PROBLEM STATEMENT:
Word for word, copy the lines beginning at the one with "Identify the location" and ending at the last line below; pictures stay out.

(Collected data entries)
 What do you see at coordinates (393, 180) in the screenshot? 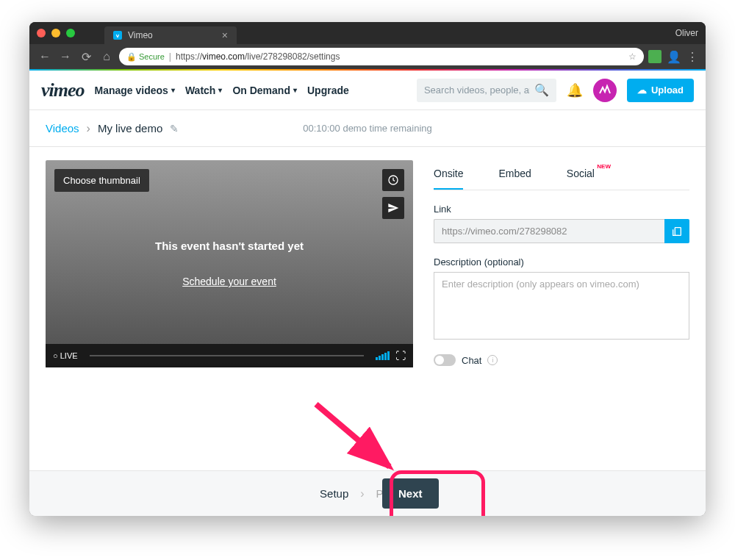
I see `schedule-clock-icon` at bounding box center [393, 180].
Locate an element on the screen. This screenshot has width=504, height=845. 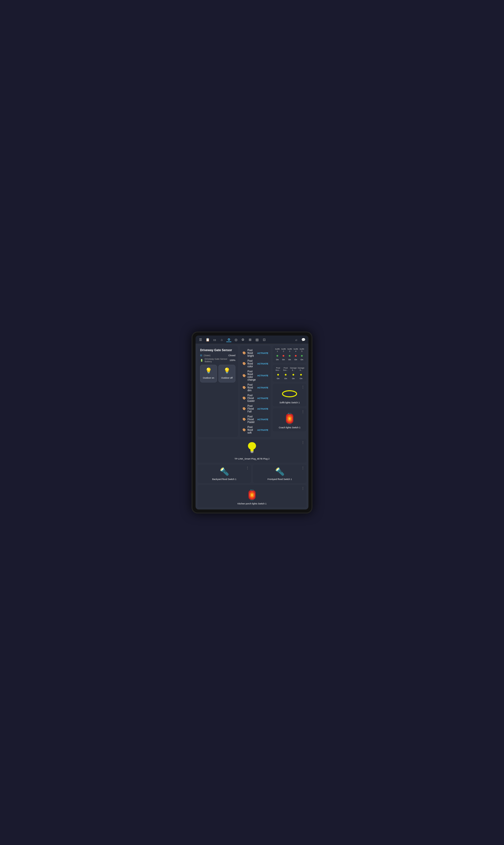
scene-name-0: Pool flood bright is located at coordinates (252, 353).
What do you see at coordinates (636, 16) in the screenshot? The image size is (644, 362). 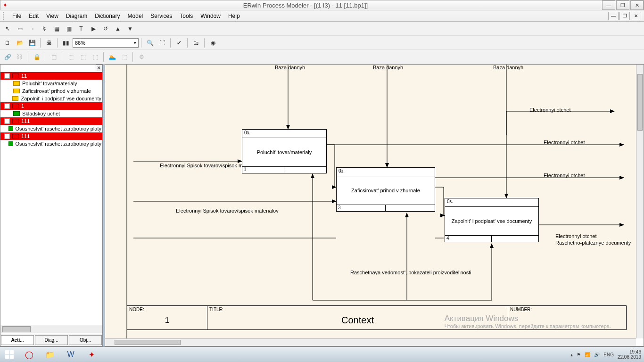 I see `mdi-close-button: ✕` at bounding box center [636, 16].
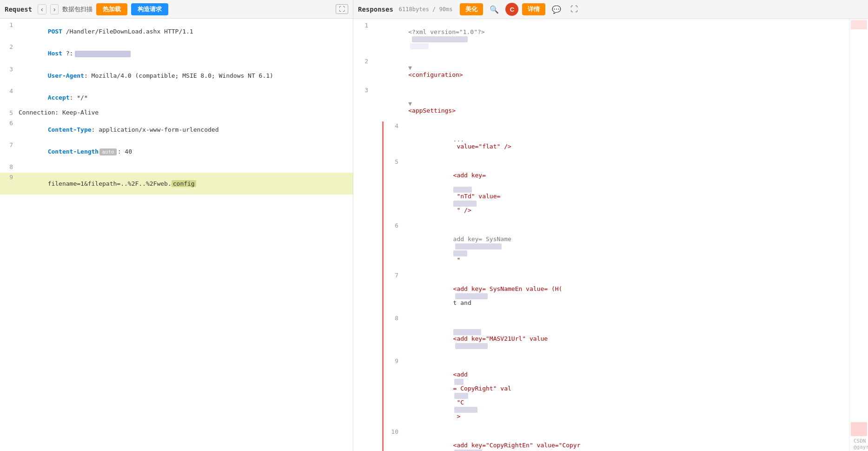 Image resolution: width=868 pixels, height=451 pixels. I want to click on resp-content-9: <add = CopyRight" val "C >, so click(626, 392).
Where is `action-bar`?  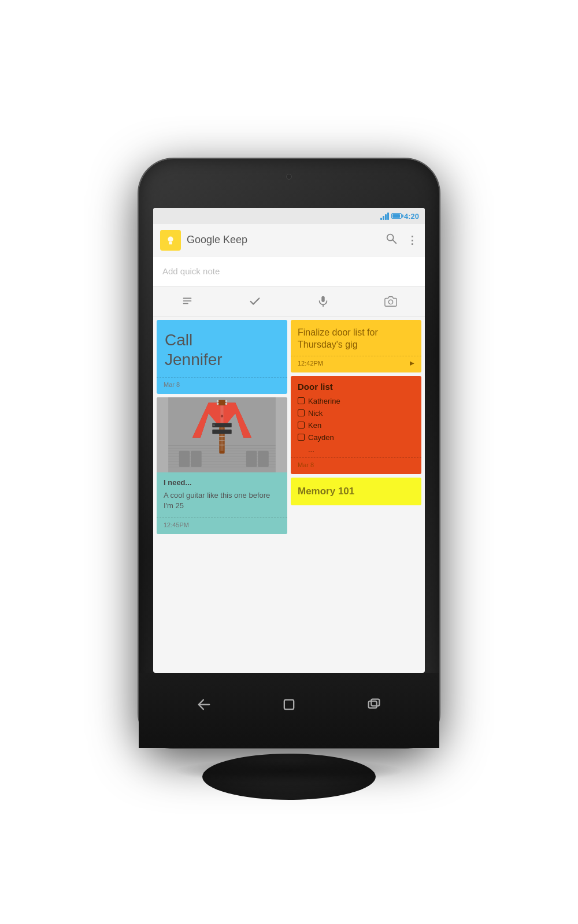 action-bar is located at coordinates (289, 301).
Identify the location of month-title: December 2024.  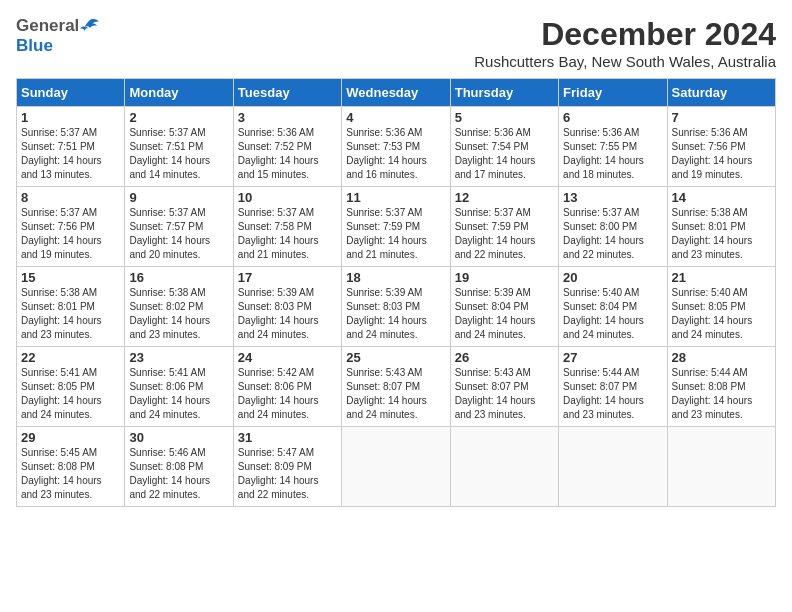
(625, 34).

FINAL ANSWER:
Identify the location of month-title: December 2024.  
(625, 34).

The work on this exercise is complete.